No doubt about it, Daniel Dae Kim is going to have the best vacation stories when he returns to the set of “Hawaii Five-0.”
Starting Tuesday, he’ll adopt the imperial persona of the King of Siam in the hit Broadway revival of Rodgers and Hammerstein’s “The King and I,” singing and dancing at the Vivian Beaumont Theater at Lincoln Center for the next eight weeks.
It’s actually a homecoming for Kim, who’s mostly known for his TV roles as Chin Ho Kelly on the CBS drama “Five-0” and Jin on the ABC mystery “Lost.”
He earned a master’s degree in fine arts from New York University’s Tisch School of the Arts, studying classical theater. He lived and acted off-Broadway and off-off-Broadway for eight years before moving to Los Angeles in the late 1990s. His first professional job was a part in Shakespeare’s “Romeo and Juliet.”
“I didn’t necessarily have TV dreams or film dreams as much as I had theater dreams,” he said Wednesday in a phone call from New York. “I learned how to sing. I learned how to dance. I learned how to do Shakespeare — all here.”
Performing on Broadway was always a dream, said the 47-year-old Kim.
“When I was young and broke on the streets of New York, I always said someday when I make it big, I will be at Lincoln Center on Broadway,” he said. “Someday is now.”
Kim was offered the role at the end of last summer, and the only question in his mind was whether the performances would conflict with his “Five-0” schedule. At the time he didn’t know whether “Five-0” would return for a seventh season — it will, with production starting in July — and the “The King and I” contract had a clause that would have kept him on Broadway longer if the crime drama were to be canceled.
Kim will make his Broadway debut opposite three-time Tony Award nominee Marin Mazzie, who will play Anna Leonowens, the widowed schoolteacher who arrives in Siam to teach the children of the autocratic king. They will drop into roles for a production that has already won Tony Awards, including one for Hawaii native Ruthie Ann Miles for her featured role as Lady Thiang. Kim’s part in the revival was originated by Ken Watanabe.
For Mazzie the part marks a return to Broadway after spending much of 2015 battling ovarian cancer.
Kim said Mazzie is a joy to work with.
“Her voice is like silk,” Kim said. “Just listening to her in rehearsal, even if I am not in a scene, I will stop what I am doing and watch because I so enjoy it.”
Kim describes his own voice as somewhere between bass and baritone but noted it has been seven years since he sang on stage, coincidentally in the same role at the Royal Albert Hall in London. He flew to New York the day after “Five-0” wrapped Season 6 shooting early last month (the season finale airs May 13), and the first thing he did after arriving was contact his old singing teacher.
Singing again was one of the key reasons Kim wanted to return to the stage.
“There is something revealed about a person when they sing,” he said. “How people see me on television is only one slice of me. We are all multifaceted.”
If the past is any indication, Broadway audiences should be in for a treat.
Kim’s 2009 performance in London earned him praise from reviewers. The Telegraph said the actor eclipsed memories of Yul Brynner, who played the part for decades and won a best-actor Oscar for his performance in the 1956 movie version. Kim brought touches of “authority,” “cruelty,” “touching vulnerability” and “palpable sexual spark” to his time opposite the tutor, Anna, the reviewer said.
On stage, Kim can connect with audiences in a way that film and TV cameras won’t allow. It’s one of the last communal experiences in entertainment, he said.
“Nowadays, with everyone being able to watch their own show on their own device, it’s a very independent, segregated experience,” he said. “But when you are in a theater, not only are you with hundreds of other people, sharing that moment in time, but it’s different from film in that anything can happen in that moment because it’s live.”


EXERCISE PROMPT —
Your answer should hold exactly the lines below from the line with "Detect *human face*." through the line with "Compute the bounding", both included, and no pictures at all.

INPUT RECORDS —

##############################

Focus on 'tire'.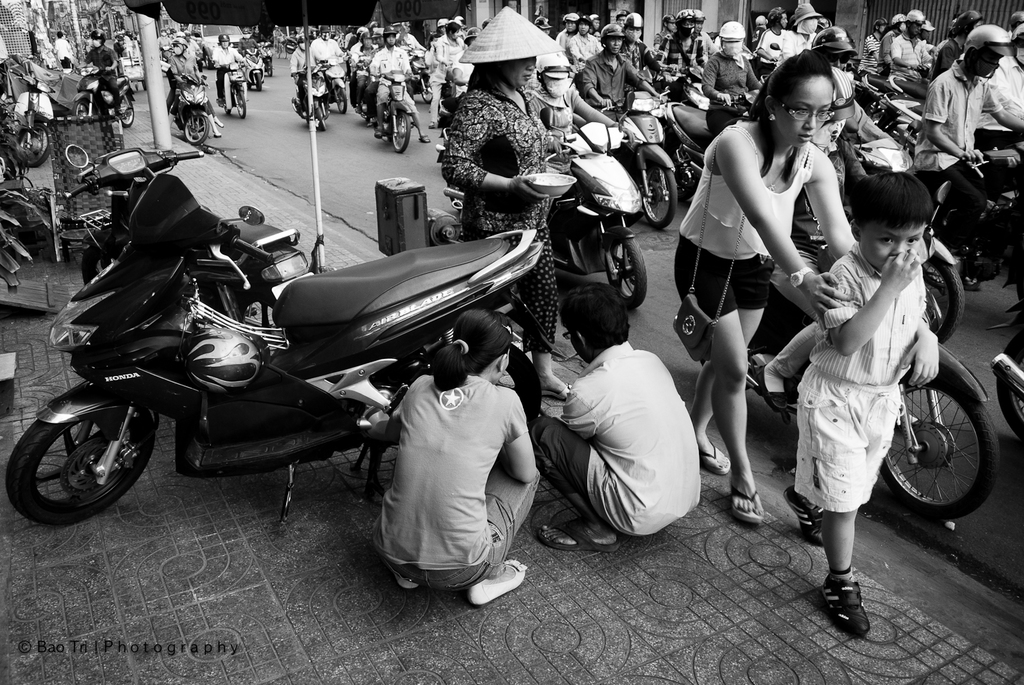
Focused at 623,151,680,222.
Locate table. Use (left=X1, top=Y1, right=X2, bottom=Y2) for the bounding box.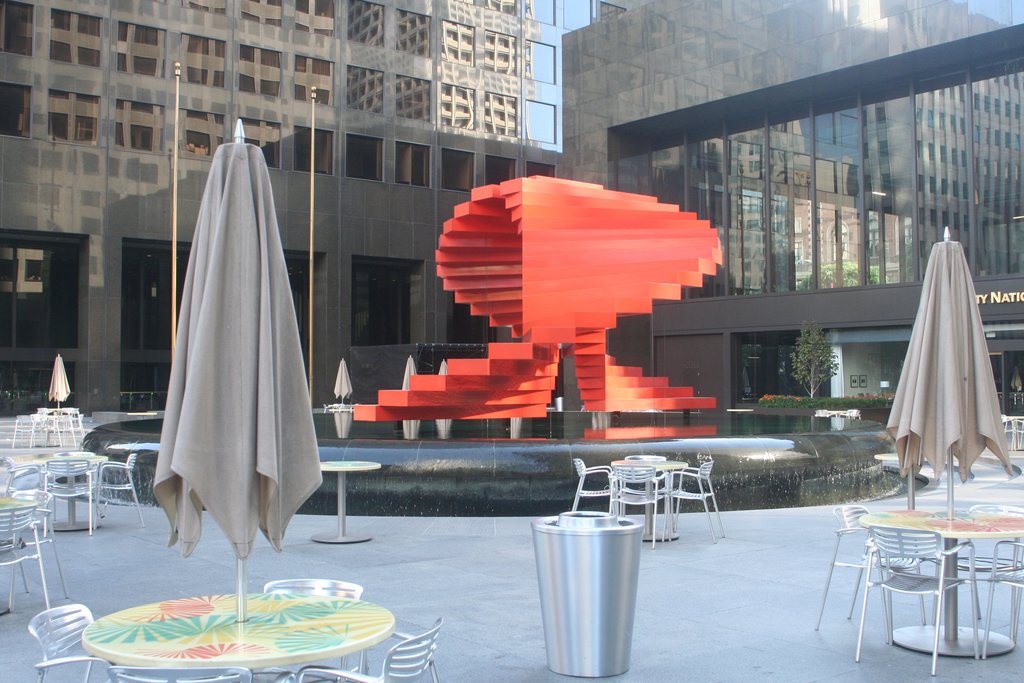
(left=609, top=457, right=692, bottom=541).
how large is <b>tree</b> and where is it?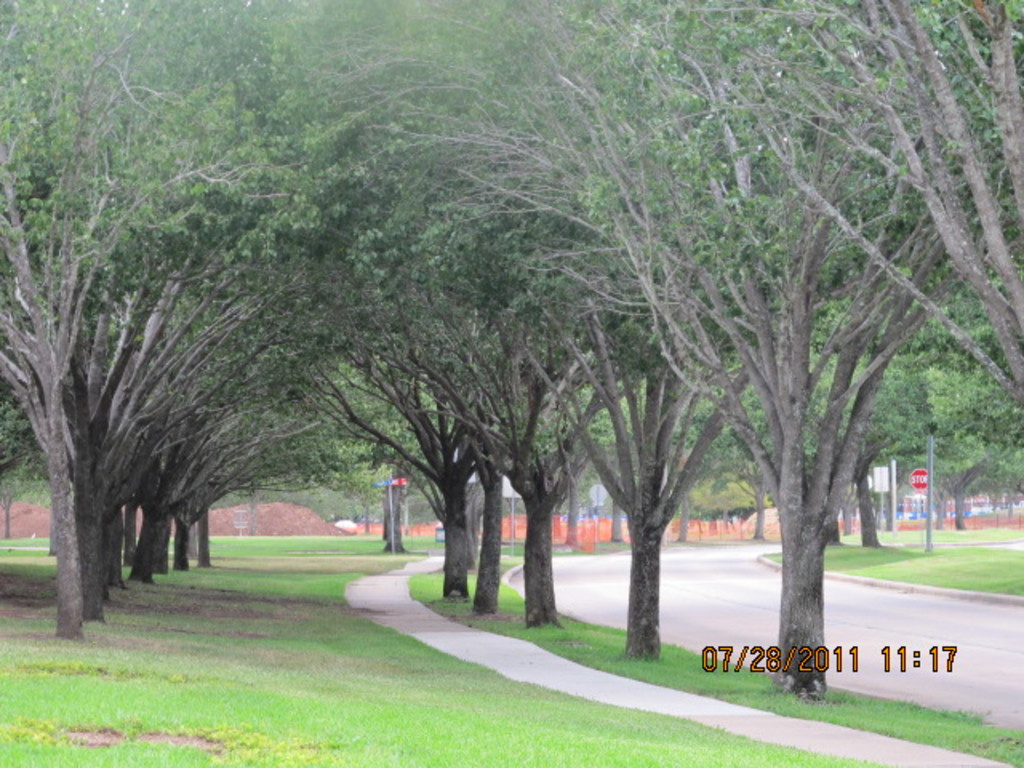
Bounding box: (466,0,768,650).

##############################

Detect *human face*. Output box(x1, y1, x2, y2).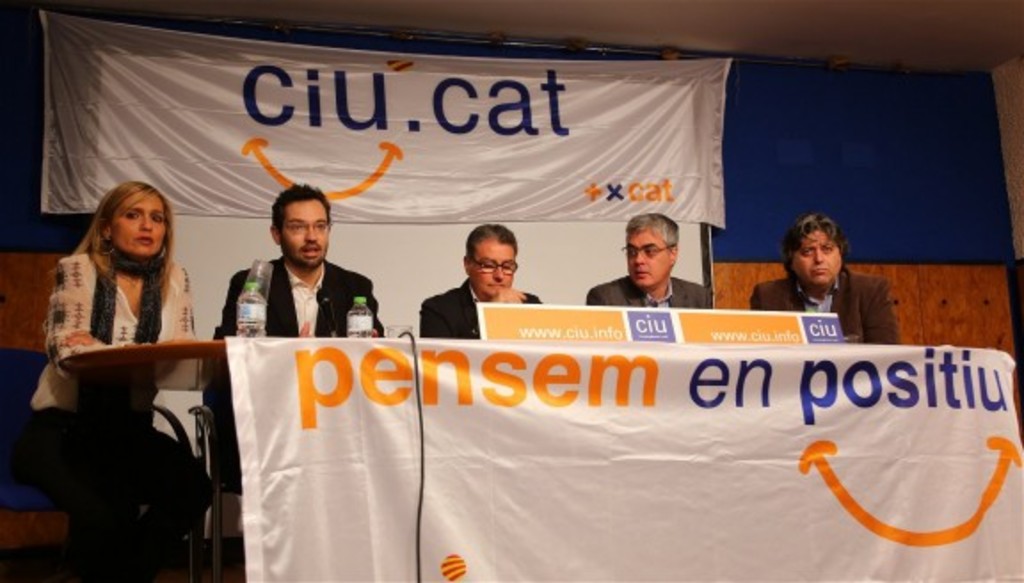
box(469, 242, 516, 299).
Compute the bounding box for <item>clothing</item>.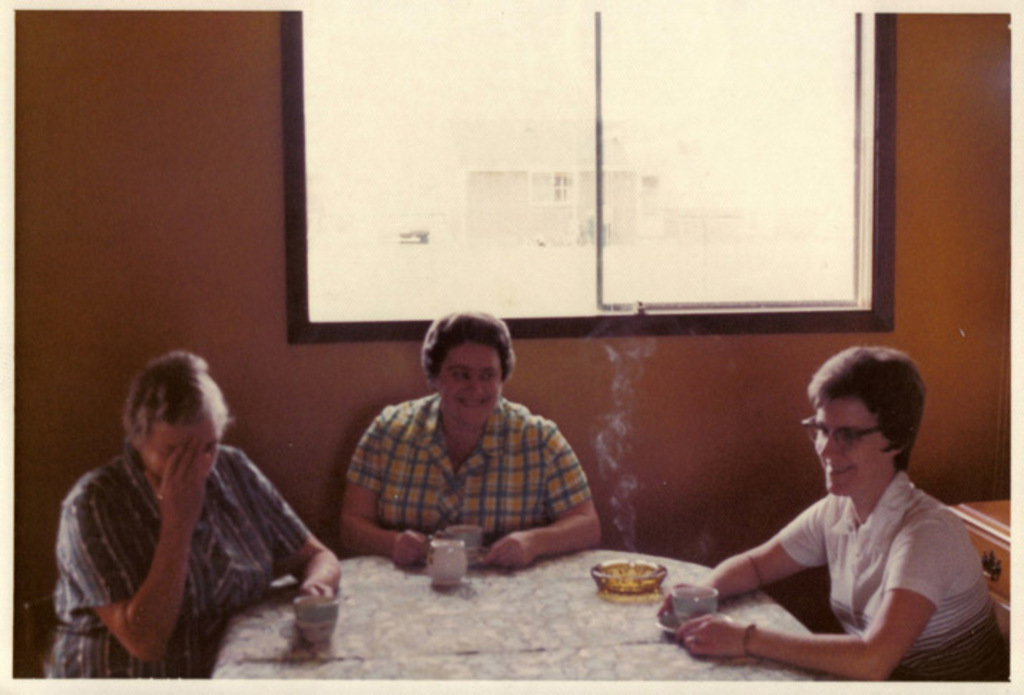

##############################

ANSWER FOR THE TASK —
Detect *human face*. Output box(x1, y1, x2, y2).
box(469, 242, 516, 299).
Compute the bounding box for <item>clothing</item>.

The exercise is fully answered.